On Mom, music and a memory that matters

On Mom, music and a memory that matters
                        

In the winter I turned 10, my mother took me to a concert that featured a classical guitarist.

It felt like a very grown-up thing to be doing, so I wore a tie.

I remember it was a cold Sunday evening and that we walked, just the two of us, from the apartment where we lived to the college campus where Dad taught, a distance of three blocks.

The whole thing was Mom’s idea, a sort of birthday surprise, owing to the fact a couple of months earlier, I had been gifted with a guitar of my own on Christmas morning.

Ever since, I had been taking weekly lessons and, well, let’s just say I wasn’t exactly having a lot of fun.

There was, I was finding out, an infinite distance between enjoying the great songs blasting from my transistor radio and sitting down every Saturday afternoon in the basement room of a downtown music store, learning how to play the notes of “Red River Valley.”

I suppose, if I’m being honest, I was a lazy fourth-grader, used to having things come easy in the classroom. I hardly had to break a sweat doing homework, though my teacher, a strict but modern nun who must have seen something of worth in me, was fond of reminding just how far I had yet to travel before God would care.

“You have been given many gifts,” she’d say. “Don’t waste them.”

Of course, Catholic guilt being what it was, all I could think of was that six-string acoustic guitar, nestled in its plush blue lining, waiting for me every afternoon to get a little better at playing it.

These were the days of the Beatles and Bob Dylan, and I knew no matter how hard I tried, being a rock star wasn’t in my future.

But that didn’t lessen the thrill of Mom’s lovely gesture, one aimed at giving me a glimpse into the world that might await me if I could only buckle down and get serious about my guitar lessons.

In her heart, I’m certain, she believed bearing witness to a professional, hearing the music as it was being created and experiencing the event firsthand would be something of value.

I don’t remember much from that performance.
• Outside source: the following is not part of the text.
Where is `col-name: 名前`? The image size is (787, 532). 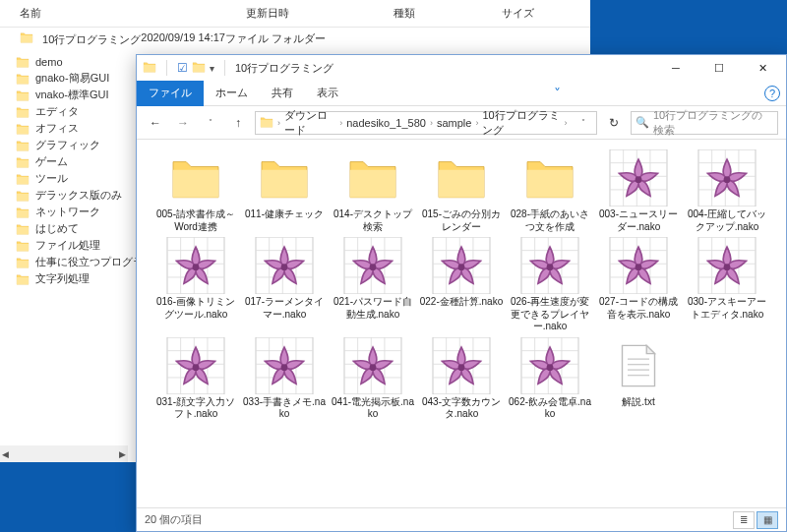
col-name: 名前 is located at coordinates (133, 14).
It was held in the college’s chapel, and we sat on wooden benches. The guitarist was illuminated by a series of overhead lights, the only concession to electricity as neither his voice nor his guitar was amplified. Those in attendance remained silent until modest applause was allowed.

All in all, not exactly an Ed Sullivan performance, but I liked it.

We were seated close enough for me to watch his hands and the way his fingers flew over the fretboard, pressing down on the strings as his right hand worked rhythmically, everything economical, nothing wasted, as he created a place for us to go.

I don’t remember the Spaniard’s name; then again, he may not recall that performance, held in a small town in the middle of a Midwest winter, only a few hundred on hand to share the moment.

In my mind’s ear — an admittedly unreliable organ — what I’m reminded of is Mason Williams’ “Classical Gas,” which would, a few years later, become a smash hit on AM radio. Very few instrumentals ever ventured into the Top 40 back then, but it was a single that still evokes memories all these years down the road.

As we walked home that night, Mom asked me what I thought.

“Careful,” I said, steadying her elbow. “Don’t step in the slush.”

She came from the big city, born and raised in the state capital, where she earned two degrees from one of the largest universities in the country. When she met my father, he was teaching one of her master's classes and, well, the rest, as they say, is family history.

Mom wasn’t made for life in a small town. She was used to riding buses to avoid massive traffic jams, to concerts and plays and movies, to a life that was all about crowds and huge possibilities.

How strange it must have been for her to find herself with three small children, living in a dot-on-the-map backwater, a slowly paced place where horse-drawn buggies weren’t an irony but an everyday anachronism, a daily reminder of where she wasn’t.

Not that she ever let on — well, at least as far as we kids knew.

My parents didn’t argue in front of us. Maybe they never did. They did, however, provide as loving a home as ever was. Books lined shelves in nearly every room. Music was always in the air. School was serious stuff, but there was always room for fun.

That was my mother’s greatest gift, her innate ability to leaven the hardships of life with an awareness that she imparted to us, the one that insisted that despite dark clouds in the sky, it wouldn’t rain if there was enough blue up there to make a farmer a pair of overalls.

I had no way of knowing that a scant 15 winters after she took me to that classical guitar concert at the college chapel, a memorial service would be held for her in that very place, a ceremony that drew hundreds of colleagues, former students, friends and family.

“She was such a wonderful woman,” I heard, over and over again, a refrain that reminded me of the night we walked together in the cold, a fine memory so fresh it warms me to this very day.